My Father was born in 1919 and died last year. When he was young him and his two brothers chased a bunch of wild turkeys into a pond, turkeys cant swim. His mother (my grand mother) wore their butts out with a switch.

What I heard about mostly was picking cotton. I think they got 5 cents for 100 lbs. They heard they were getting 7 cents in California in 1941 so they all loaded up and went there to pick for two years at Pop Bergmans farm. We had three gins in this town when I was young, 1960's. Not a gin left anywhere now and havent seen cotton grown in 30 years or more.

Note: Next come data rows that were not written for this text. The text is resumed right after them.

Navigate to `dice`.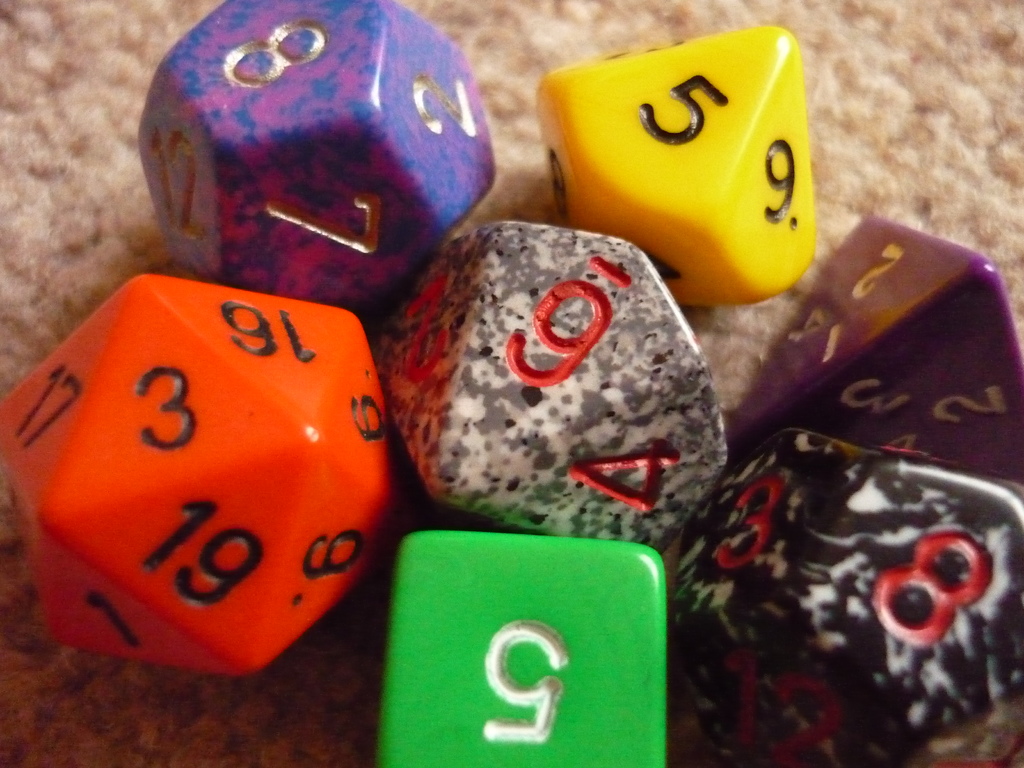
Navigation target: 730, 214, 1023, 492.
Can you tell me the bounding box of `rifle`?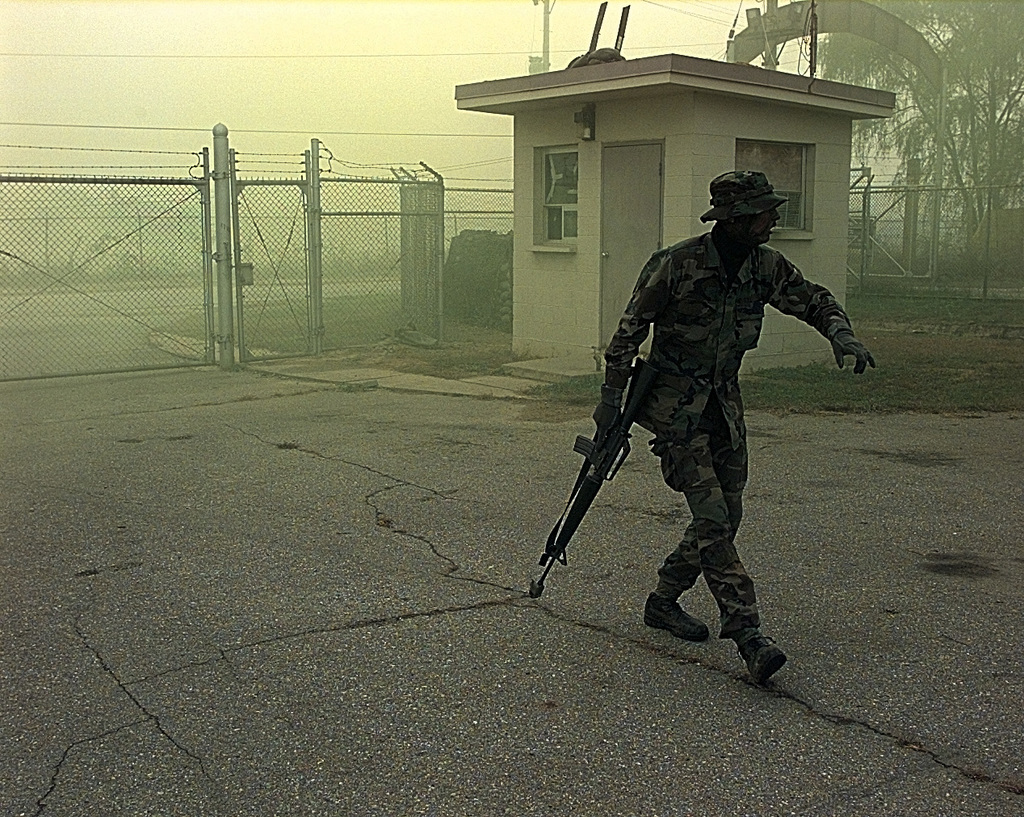
{"left": 543, "top": 343, "right": 682, "bottom": 599}.
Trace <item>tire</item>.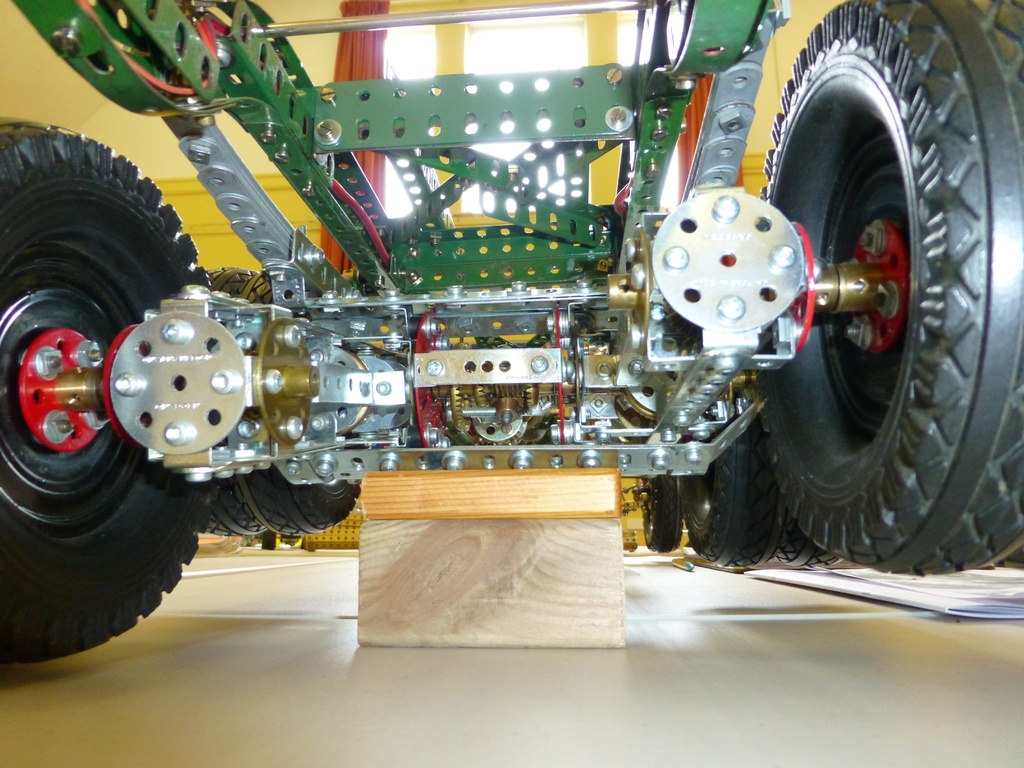
Traced to bbox=[774, 509, 847, 568].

Ever hear of "polk salad"? A wild plant you cook and tastes like turnip greens. My mother refuses to this day to cook me any. She must have gotten her fill of it when she was young.

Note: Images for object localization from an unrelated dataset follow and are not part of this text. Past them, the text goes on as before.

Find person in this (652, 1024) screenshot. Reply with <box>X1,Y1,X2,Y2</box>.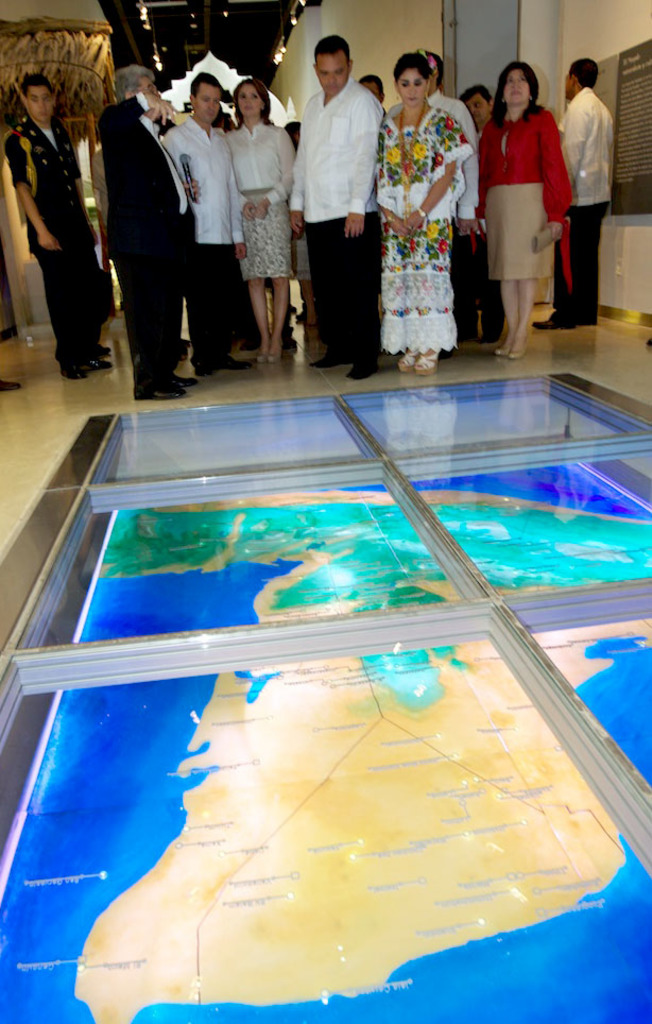
<box>226,61,292,357</box>.
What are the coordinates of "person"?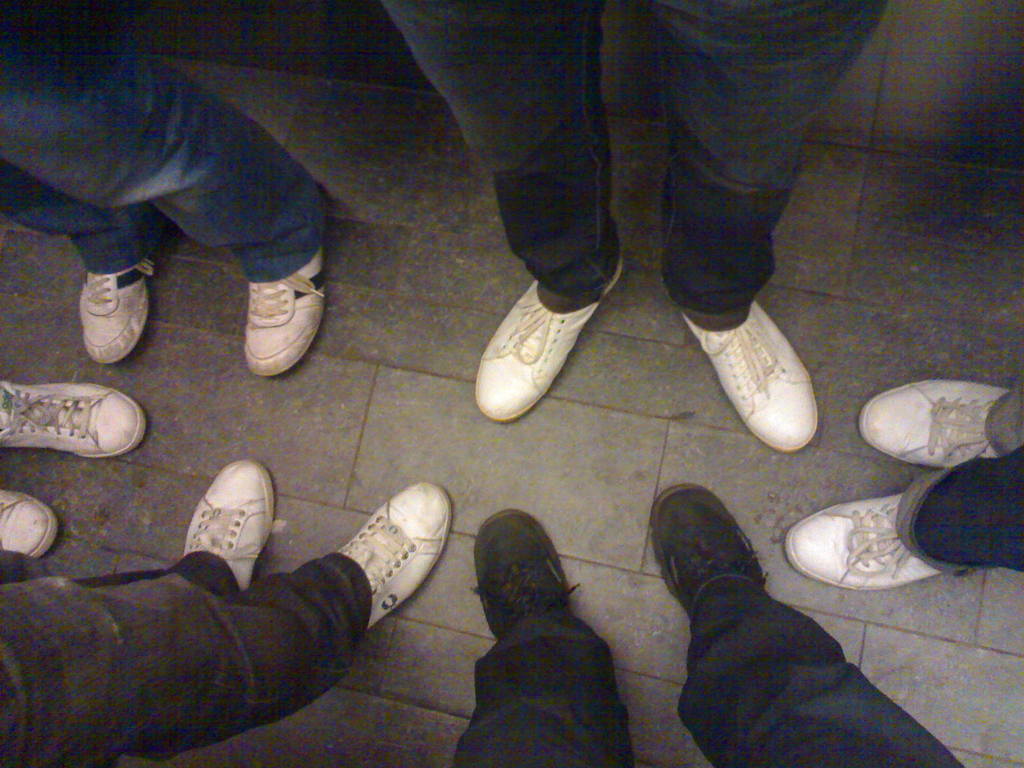
{"x1": 0, "y1": 384, "x2": 148, "y2": 557}.
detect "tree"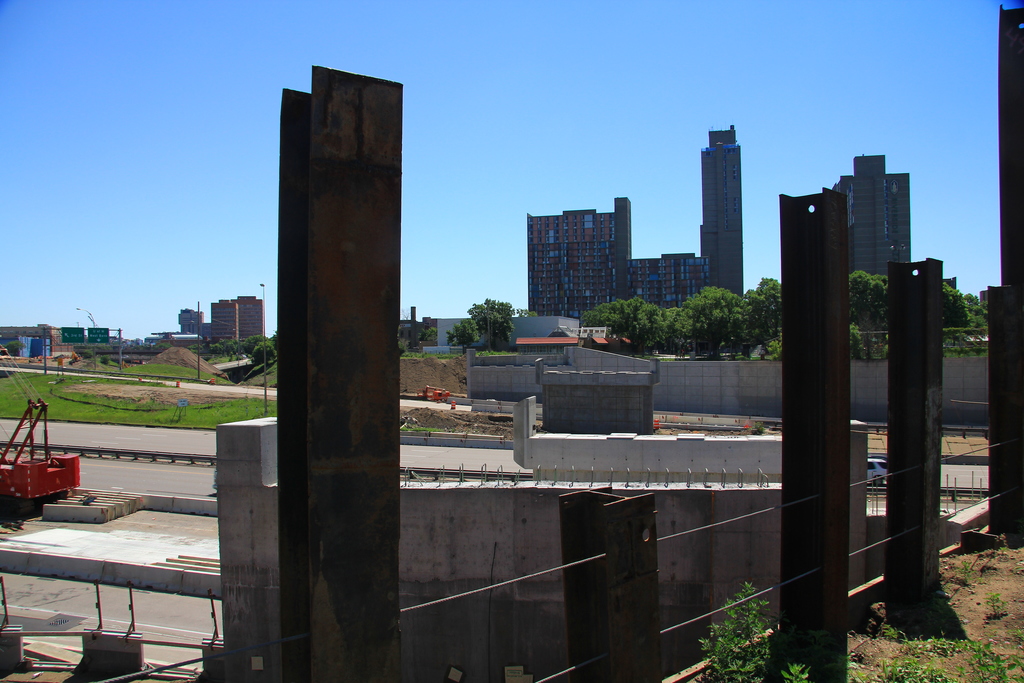
Rect(465, 295, 515, 352)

My fathers first job was picking up stuff when they were building the court house. He got fired cause he didnt have any shoes. They couldnt afford any, thats why he needed the job.

My grandfather drove a car one time in his life. In fact he drove it thru the back of the barn. After that they used the model A to run a saw.

Grandmother use to tell me how they would spray the bed down with water at night where it would cool them off some where they could sleep.

I guess times were harder then but I look back and think how closer the family was and how they all had to pull together and I wonder if it really is better now. We work our butts off to keep up with everyone and have all the newest gadgets, huge houses we dont need. Have two jobs to pay taxes and health insurance.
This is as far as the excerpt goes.